For Nerova’s audience, that is the durable search-value angle. The interesting question is not whether SAP bought a lakehouse vendor. It is whether enterprise AI is becoming a contest over who can provide the cleanest governed context for agents to act, not just answer.
Why the Prior Labs deal makes the Dremio story bigger
SAP made a second AI move on the same day, announcing an agreement to acquire Prior Labs. That deal is easy to miss if you only followed the Dremio headlines, but it helps explain SAP’s broader strategy.
Prior Labs works on tabular foundation models, or TFMs, which are designed for structured business data such as payment delays, supplier risk, churn, and other prediction-heavy use cases where large language models are often weak. SAP said Prior Labs will continue to operate independently and that it plans to invest more than €1 billion over four years to scale it into a frontier AI lab focused on structured enterprise data.
The combination is what makes the May 4 news more important than a normal M&A item. Dremio addresses the open data foundation and data access problem. Prior Labs addresses the modeling problem for structured records and prediction-heavy business workflows. Put together, SAP is signaling that its agent story will rely less on generic LLM magic and more on a stack built around enterprise data reality: tables, permissions, lineage, forecasts, and operational context.
That is also why SAP linked Prior Labs back to SAP AI Core, Business Data Cloud, and Joule. The company is trying to connect structured-data prediction and agent execution into one operating model instead of leaving them as separate AI silos.
What changed in SAP’s competitive position
Outside analysts also highlighted why the Dremio move matters. CIO noted that Dremio is younger and less established than Snowflake or Databricks, but said the acquisition could still fill a missing piece for SAP by giving it a more direct open data fabric for AI agents. The Register made a similar point from the infrastructure side, noting that SAP had previously leaned on Databricks for parts of its external-data story and is now pushing much harder into Iceberg-native foundations of its own.
That does not automatically make SAP the winner here. The obvious questions are still unresolved: how quickly the integration lands, whether SAP can keep the openness it is promising, and how mature the combined platform will feel compared with existing cloud data leaders.
But the strategic direction is clearer now. SAP does not want to be only the system of record with an AI assistant attached. It wants to own more of the governed data substrate that future enterprise agents will depend on.
What enterprise teams should watch next
- Integration timing: The Dremio transaction is expected to close in Q3 2026, while the Prior Labs deal is expected in Q2 or Q3 2026. Product detail will matter more than deal language once roadmaps get specific.
- How open the stack stays: SAP is emphasizing Apache Iceberg, Apache Polaris, and open APIs.

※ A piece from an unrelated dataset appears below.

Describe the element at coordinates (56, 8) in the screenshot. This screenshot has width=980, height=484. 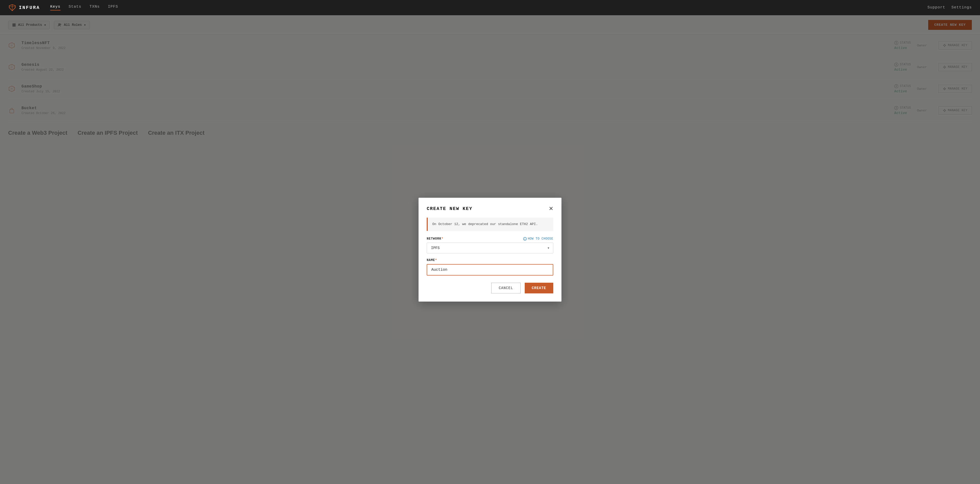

Buyers should watch whether that openness remains real in day-to-day deployment.
- Partner fallout: SAP already works with major data-platform vendors. The Dremio move could reshape how those partnerships matter for customers building AI and analytics on mixed estates.
- Structured-data AI inside agent workflows: If Prior Labs technology gets productized well, SAP could have a stronger answer for prediction-heavy workflows where plain LLMs still struggle.
The practical takeaway is simple. SAP’s Dremio announcement from May 4 is still relevant on May 7 because it captures a broader enterprise AI shift that searchers are still trying to understand: the next bottleneck is not just model access. It is whether your agents can reach the right data, understand what it means, and act on it without creating another integration mess.